Unless your application is really locked down I don't think you can prevent someone from loading their own python module from an arbitrary directory (with import) so I don't think you can prevent execution of arbitrary code as long as you have python embedded.

how to get value from spinctrl and send it to .exe file in python script

I am new to python and wxpython, I am making a automated tool using python and for user interface wxpython and i use shell script.shell script can be called from the python. but now I am facing problem with the spinctrl value. whenever that spinctrl value changes it have to send that value into one txt.exe file which is written in BASH .{ if we run txt.exe file in command line it will ask for number then it will accept that value whenever we press enter}. but i am not able to understand that how to send value from spinctrl to txt.exe whenever i press "ok" button in GUI. please share your thoughts and knowledge.
Thank you
To call an executable in Python, you need to look at Python's subprocess module: http://docs.python.org/2/library/subprocess.html
If your exe doesn't accept arguments, then it won't work. If you created the exe yourself using something like PyInstaller or py2Exe, then you need to make it so your app can accept arguments. The simplest way is using sys.argv, but there are also the optparse and argparse libraries in Python as well.
I do not get a good feeling about your concept. It is hard to say, but I suspect you would benefit from talking with someone experienced about what you are trying to achieve and how it could best be done.
However, to get you started down your current path, I think you should take a look at wxExecute ( http://docs.wxwidgets.org/2.8/wx_processfunctions.html#wxexecute ). This will allow you to run your txt.exe utility from inside your GUI.
wxExecute is a wxWidgets utility. If you are working in python then there will be a more direct way to do this using a python utility - some-one else will have to advise on that. I suggest you edit your question for clarity so a python expert can help you.
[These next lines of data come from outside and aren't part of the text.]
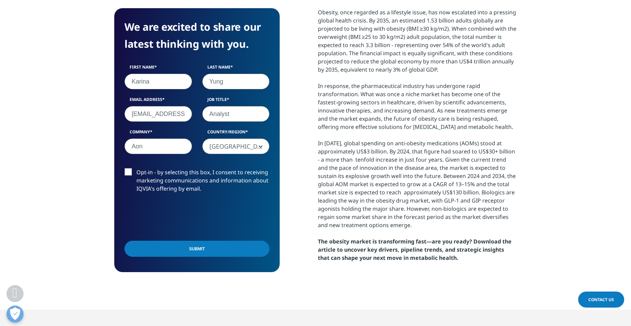  I want to click on label: Opt-in - by selecting this box, I consent to receiving marketing communications and information a..., so click(197, 182).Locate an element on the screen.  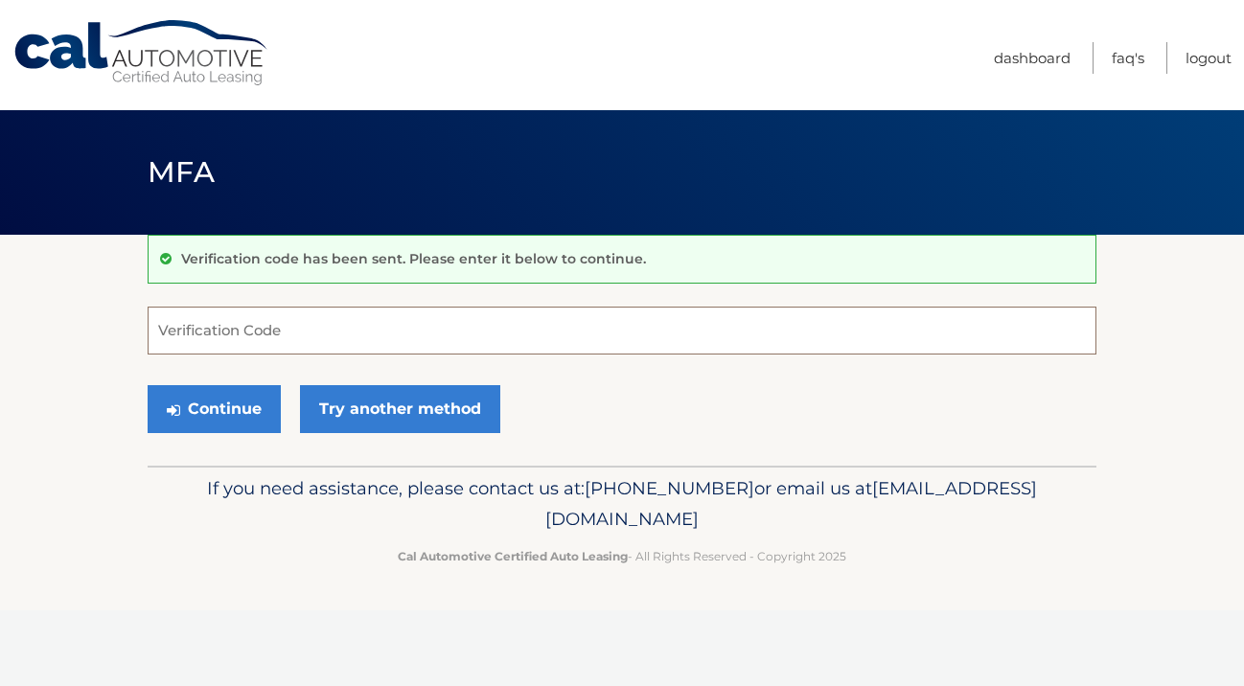
p: - All Rights Reserved - Copyright 2025 is located at coordinates (622, 556).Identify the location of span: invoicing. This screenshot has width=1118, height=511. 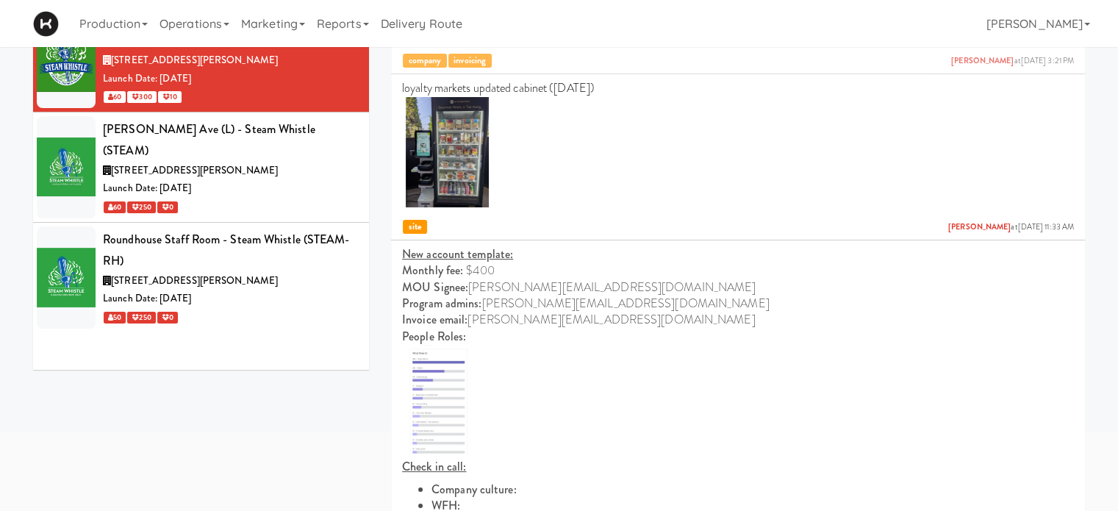
(470, 60).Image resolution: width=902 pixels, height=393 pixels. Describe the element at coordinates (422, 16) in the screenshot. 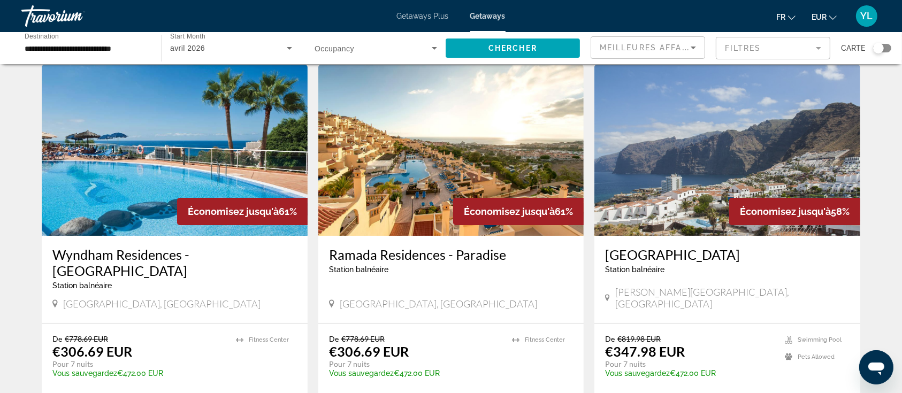

I see `a: Getaways Plus` at that location.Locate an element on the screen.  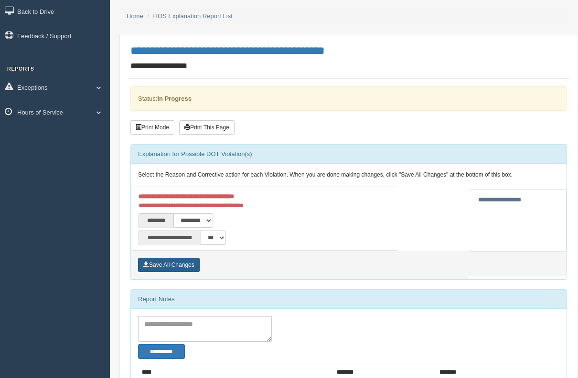
div: Report Notes is located at coordinates (349, 299).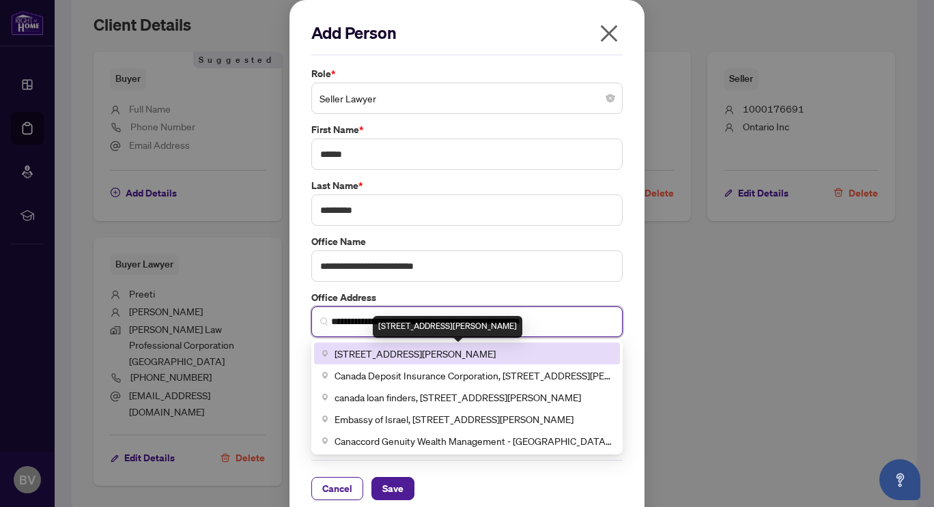 This screenshot has width=934, height=507. Describe the element at coordinates (467, 33) in the screenshot. I see `h2: Add Person` at that location.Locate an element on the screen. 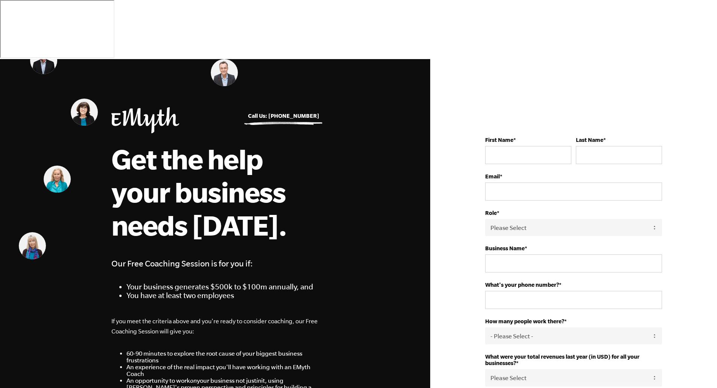 The height and width of the screenshot is (388, 717). img: Mary Rydman, EMyth Business Coach is located at coordinates (32, 246).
Simple interactive prompt in C++

I work on an application that usually runs unattended. Now I need to add to it something like an interactive prompt. In the interactive mode the operator will be able to give simple commands to the application - nothing fancy, simple commands like start and stop. Parametrized commands (e.g. repeat 10) and commands history could be nice too.
Do you know, by chance, any library that helps with such tasks. I've been thinking about something that works like boost::program_options or gflags but for an interactive prompt and not for command line parameters. Any ideas?
Thanks
Readline is one the best known libraries for this
http://tiswww.case.edu/php/chet/readline/rltop.html
It is covered by GPL, so it is only possible to use in GPL-compatible programs.
I did a quick search for alternatives, and found this:
http://github.com/antirez/linenoise
I'm not sure if the following is a reasonable amount of work for what you're trying to do, but Python has a very nice Command Line Interface (CLI) building library called cmd2. If it's possible to expose the relevant parts of your apps to Python using SWIG or CTypes, then doing the rest should be easy.
Here's a nice video presentation about cmd2:
PyCon 2010:Easy command-line applications with cmd and cmd2
HTH
One possibilty is to open a TCP port and accept messages in text format. Then you can telnet to that port and issue simple commands.